Aim of the task. Examine the entries and show every line in which the word "will" is found.

Top of Records supplied

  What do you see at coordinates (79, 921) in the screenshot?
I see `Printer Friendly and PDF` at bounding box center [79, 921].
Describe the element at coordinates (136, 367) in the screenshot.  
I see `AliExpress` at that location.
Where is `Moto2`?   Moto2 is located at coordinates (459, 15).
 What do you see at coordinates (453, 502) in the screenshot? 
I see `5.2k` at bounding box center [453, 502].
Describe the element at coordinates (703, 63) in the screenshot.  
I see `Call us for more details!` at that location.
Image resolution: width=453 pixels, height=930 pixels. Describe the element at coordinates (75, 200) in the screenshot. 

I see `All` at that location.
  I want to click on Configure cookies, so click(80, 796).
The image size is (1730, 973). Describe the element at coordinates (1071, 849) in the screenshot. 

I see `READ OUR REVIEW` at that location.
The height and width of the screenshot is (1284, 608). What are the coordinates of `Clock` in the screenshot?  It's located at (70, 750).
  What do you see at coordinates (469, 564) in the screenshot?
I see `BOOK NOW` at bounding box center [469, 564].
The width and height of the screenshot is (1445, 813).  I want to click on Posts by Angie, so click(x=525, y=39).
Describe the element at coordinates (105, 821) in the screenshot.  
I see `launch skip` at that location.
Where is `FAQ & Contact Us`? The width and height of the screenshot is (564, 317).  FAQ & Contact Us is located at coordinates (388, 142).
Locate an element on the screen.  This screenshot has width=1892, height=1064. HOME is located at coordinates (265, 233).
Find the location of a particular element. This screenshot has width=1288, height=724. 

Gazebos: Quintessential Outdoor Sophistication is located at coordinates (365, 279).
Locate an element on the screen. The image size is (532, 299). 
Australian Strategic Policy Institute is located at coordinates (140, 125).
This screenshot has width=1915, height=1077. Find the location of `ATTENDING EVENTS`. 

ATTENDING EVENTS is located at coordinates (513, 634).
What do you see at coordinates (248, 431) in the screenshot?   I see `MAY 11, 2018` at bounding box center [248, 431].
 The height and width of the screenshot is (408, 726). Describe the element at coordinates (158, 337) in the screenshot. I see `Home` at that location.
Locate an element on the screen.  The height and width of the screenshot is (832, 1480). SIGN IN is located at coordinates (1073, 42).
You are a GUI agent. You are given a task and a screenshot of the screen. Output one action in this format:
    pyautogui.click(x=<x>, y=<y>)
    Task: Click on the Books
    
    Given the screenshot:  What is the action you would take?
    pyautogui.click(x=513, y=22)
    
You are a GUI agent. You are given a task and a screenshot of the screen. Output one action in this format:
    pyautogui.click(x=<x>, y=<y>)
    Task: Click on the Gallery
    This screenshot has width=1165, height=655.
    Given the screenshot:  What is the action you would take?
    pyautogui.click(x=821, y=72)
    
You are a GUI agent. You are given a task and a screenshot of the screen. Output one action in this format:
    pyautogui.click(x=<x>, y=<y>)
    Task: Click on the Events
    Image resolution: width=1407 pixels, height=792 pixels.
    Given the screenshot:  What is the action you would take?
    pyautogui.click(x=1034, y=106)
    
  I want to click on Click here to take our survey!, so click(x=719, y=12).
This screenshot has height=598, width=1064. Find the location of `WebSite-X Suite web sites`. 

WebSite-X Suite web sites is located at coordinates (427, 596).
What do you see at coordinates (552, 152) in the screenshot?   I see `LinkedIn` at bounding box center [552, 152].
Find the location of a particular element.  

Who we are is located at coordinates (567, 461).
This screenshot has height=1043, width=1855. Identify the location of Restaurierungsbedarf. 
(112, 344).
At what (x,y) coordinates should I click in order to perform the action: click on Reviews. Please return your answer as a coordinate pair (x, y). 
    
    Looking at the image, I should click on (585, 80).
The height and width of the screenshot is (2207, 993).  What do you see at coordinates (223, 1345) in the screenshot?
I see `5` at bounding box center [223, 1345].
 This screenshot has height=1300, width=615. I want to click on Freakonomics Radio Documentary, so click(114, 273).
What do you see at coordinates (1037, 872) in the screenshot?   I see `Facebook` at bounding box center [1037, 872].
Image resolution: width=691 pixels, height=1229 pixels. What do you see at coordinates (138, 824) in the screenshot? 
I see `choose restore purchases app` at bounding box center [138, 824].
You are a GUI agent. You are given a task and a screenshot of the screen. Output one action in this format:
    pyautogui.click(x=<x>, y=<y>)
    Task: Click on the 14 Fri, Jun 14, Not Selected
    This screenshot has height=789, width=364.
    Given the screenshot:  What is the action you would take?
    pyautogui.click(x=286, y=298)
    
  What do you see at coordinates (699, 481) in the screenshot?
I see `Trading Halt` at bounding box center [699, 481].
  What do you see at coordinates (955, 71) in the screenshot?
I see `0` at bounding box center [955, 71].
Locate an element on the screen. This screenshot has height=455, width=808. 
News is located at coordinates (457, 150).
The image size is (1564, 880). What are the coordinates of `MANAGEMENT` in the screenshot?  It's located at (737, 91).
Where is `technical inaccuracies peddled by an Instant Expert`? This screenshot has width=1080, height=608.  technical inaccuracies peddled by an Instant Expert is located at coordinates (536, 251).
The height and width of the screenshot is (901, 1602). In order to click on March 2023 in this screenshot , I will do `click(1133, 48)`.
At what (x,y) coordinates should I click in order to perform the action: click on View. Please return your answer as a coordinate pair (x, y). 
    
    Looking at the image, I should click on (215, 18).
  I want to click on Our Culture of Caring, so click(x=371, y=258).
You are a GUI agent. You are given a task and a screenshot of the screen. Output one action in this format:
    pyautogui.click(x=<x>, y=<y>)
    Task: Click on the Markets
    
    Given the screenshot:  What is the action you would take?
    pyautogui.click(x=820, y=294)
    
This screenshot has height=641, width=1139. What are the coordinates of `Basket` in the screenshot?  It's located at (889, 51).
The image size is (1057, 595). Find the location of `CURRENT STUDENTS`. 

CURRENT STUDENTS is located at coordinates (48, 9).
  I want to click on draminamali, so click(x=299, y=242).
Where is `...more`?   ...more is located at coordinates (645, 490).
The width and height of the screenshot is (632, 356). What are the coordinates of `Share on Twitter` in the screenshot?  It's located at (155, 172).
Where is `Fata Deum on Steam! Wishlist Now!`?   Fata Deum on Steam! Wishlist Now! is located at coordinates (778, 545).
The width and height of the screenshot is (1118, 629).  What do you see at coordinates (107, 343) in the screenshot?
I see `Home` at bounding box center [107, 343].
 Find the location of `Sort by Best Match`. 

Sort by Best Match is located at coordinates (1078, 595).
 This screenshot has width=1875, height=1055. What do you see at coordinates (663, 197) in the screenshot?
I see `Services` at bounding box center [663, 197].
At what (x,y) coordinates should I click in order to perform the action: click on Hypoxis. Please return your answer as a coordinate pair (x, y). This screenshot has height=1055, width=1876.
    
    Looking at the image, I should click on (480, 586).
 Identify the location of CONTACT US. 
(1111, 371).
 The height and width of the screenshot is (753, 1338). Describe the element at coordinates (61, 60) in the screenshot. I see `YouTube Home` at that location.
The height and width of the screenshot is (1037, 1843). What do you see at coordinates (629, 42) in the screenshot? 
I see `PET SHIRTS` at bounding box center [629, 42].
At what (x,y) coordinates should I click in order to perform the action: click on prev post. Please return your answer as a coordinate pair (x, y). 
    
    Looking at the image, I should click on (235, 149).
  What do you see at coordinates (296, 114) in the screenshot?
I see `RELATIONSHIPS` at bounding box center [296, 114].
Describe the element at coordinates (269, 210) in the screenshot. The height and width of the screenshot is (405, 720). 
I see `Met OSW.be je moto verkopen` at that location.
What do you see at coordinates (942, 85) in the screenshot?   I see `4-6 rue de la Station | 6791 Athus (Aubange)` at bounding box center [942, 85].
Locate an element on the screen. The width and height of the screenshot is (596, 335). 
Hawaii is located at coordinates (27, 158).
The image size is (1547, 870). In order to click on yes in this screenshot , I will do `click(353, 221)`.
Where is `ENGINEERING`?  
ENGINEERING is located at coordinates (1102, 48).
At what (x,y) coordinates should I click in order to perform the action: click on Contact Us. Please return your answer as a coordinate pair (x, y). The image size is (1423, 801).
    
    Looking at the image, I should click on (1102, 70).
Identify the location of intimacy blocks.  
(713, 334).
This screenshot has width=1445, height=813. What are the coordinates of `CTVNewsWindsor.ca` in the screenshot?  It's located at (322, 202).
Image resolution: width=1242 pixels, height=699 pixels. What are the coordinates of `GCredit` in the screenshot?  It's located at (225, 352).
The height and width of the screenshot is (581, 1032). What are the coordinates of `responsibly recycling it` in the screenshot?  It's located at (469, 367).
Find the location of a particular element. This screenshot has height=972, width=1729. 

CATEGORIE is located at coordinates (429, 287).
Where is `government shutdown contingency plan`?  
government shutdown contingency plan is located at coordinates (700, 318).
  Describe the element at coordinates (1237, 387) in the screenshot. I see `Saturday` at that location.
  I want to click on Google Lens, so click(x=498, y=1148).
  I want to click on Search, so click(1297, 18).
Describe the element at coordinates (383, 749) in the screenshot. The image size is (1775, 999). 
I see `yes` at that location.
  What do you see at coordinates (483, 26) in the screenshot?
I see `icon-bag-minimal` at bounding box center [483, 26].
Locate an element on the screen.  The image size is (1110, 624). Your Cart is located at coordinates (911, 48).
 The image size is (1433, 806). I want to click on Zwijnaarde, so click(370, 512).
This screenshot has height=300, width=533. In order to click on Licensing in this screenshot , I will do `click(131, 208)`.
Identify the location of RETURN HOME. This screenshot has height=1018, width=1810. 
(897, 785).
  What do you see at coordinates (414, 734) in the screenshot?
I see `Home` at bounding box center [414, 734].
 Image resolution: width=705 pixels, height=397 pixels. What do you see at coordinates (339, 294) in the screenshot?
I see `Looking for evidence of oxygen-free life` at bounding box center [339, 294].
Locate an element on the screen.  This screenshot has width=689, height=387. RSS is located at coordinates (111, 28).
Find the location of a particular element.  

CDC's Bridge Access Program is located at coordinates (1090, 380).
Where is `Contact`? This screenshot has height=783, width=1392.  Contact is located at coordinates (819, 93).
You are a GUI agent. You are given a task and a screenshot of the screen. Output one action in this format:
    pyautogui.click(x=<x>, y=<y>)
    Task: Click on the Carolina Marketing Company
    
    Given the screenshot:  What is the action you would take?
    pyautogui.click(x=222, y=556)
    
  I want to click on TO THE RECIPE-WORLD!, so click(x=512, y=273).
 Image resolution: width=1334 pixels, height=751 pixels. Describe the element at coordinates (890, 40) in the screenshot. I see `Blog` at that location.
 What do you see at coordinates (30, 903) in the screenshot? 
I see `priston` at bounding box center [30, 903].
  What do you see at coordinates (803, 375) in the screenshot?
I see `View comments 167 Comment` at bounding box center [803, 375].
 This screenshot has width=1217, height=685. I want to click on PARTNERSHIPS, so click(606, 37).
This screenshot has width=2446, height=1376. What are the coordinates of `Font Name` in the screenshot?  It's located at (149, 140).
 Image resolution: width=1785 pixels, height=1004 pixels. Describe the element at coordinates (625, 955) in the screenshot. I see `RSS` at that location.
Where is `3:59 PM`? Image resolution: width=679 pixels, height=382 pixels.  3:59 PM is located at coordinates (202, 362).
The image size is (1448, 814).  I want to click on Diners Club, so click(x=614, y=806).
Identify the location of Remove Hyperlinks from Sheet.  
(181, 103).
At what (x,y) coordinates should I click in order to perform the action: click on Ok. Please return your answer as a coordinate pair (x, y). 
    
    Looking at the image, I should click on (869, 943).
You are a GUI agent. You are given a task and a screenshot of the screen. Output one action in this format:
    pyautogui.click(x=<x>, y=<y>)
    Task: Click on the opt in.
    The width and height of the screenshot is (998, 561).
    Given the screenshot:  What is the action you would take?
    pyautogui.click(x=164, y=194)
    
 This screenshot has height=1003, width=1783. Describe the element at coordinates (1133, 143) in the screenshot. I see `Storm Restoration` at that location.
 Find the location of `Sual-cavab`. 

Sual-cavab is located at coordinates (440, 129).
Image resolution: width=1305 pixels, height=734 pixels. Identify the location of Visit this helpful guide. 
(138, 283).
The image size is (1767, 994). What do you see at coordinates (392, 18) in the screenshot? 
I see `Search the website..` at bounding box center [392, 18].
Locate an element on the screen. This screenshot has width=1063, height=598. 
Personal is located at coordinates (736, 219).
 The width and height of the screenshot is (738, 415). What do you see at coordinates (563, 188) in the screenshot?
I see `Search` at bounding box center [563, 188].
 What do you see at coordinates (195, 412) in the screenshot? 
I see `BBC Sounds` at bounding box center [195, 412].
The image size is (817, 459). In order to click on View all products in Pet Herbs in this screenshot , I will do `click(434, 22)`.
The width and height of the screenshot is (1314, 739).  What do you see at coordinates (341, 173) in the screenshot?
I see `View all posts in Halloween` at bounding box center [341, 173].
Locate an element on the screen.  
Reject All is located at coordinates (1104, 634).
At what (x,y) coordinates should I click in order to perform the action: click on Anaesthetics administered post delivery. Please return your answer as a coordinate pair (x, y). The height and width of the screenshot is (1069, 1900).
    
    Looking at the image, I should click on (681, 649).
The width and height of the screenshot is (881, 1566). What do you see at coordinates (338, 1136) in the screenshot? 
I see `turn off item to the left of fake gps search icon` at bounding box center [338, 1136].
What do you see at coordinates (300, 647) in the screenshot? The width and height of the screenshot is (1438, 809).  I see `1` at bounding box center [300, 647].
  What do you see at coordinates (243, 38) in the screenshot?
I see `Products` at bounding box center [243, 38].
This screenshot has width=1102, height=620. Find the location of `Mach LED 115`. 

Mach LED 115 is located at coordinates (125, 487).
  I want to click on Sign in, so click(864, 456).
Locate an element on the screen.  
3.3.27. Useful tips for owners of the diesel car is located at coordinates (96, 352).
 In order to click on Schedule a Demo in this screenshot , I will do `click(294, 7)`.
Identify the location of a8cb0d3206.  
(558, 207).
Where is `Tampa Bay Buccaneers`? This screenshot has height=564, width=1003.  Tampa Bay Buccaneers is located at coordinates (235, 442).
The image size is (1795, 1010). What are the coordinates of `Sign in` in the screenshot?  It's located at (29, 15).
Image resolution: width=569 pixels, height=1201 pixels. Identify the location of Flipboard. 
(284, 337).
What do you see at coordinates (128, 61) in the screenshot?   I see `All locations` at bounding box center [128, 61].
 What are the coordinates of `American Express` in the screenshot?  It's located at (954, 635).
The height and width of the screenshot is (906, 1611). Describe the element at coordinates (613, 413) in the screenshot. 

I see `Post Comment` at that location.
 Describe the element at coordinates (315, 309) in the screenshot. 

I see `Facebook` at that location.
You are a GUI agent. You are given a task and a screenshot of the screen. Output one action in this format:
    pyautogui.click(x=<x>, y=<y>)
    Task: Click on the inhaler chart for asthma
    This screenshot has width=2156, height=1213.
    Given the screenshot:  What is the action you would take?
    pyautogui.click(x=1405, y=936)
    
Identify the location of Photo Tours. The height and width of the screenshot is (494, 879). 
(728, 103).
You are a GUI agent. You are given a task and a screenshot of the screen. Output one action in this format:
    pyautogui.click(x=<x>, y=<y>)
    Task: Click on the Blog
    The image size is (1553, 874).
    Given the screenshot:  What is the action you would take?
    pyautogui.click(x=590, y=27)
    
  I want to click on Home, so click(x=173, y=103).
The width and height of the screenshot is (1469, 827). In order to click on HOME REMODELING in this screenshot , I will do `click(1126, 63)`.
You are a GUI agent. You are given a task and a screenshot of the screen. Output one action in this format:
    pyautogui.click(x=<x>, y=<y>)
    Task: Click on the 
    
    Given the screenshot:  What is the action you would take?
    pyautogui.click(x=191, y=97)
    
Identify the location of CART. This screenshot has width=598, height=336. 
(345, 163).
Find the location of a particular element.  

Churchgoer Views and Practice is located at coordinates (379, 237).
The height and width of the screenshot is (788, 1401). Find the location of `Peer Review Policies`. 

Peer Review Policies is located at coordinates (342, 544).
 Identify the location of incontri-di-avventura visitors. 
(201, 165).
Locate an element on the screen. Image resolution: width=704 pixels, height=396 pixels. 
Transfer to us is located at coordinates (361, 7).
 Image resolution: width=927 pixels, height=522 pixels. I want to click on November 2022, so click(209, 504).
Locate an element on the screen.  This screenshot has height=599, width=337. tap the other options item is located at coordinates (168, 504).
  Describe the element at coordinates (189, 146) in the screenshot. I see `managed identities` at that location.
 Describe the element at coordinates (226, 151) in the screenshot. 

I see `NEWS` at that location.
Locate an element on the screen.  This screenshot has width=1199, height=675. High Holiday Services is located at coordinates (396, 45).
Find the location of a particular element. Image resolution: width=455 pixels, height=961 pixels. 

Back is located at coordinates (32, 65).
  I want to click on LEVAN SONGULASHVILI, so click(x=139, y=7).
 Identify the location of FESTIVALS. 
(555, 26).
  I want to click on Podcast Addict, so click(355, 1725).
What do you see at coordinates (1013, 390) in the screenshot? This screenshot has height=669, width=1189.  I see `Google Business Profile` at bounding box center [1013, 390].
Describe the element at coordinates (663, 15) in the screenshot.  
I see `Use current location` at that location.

Bottom of Records supplied

Response to the exercise.
The height and width of the screenshot is (901, 1602). In order to click on March 2023 in this screenshot , I will do `click(1133, 48)`.
The image size is (1547, 870). In order to click on yes in this screenshot , I will do `click(353, 221)`.
This screenshot has height=300, width=533. In order to click on Licensing in this screenshot , I will do `click(131, 208)`.
The image size is (817, 459). In order to click on View all products in Pet Herbs in this screenshot , I will do `click(434, 22)`.
 In order to click on Schedule a Demo in this screenshot , I will do `click(294, 7)`.
The width and height of the screenshot is (1469, 827). In order to click on HOME REMODELING in this screenshot , I will do `click(1126, 63)`.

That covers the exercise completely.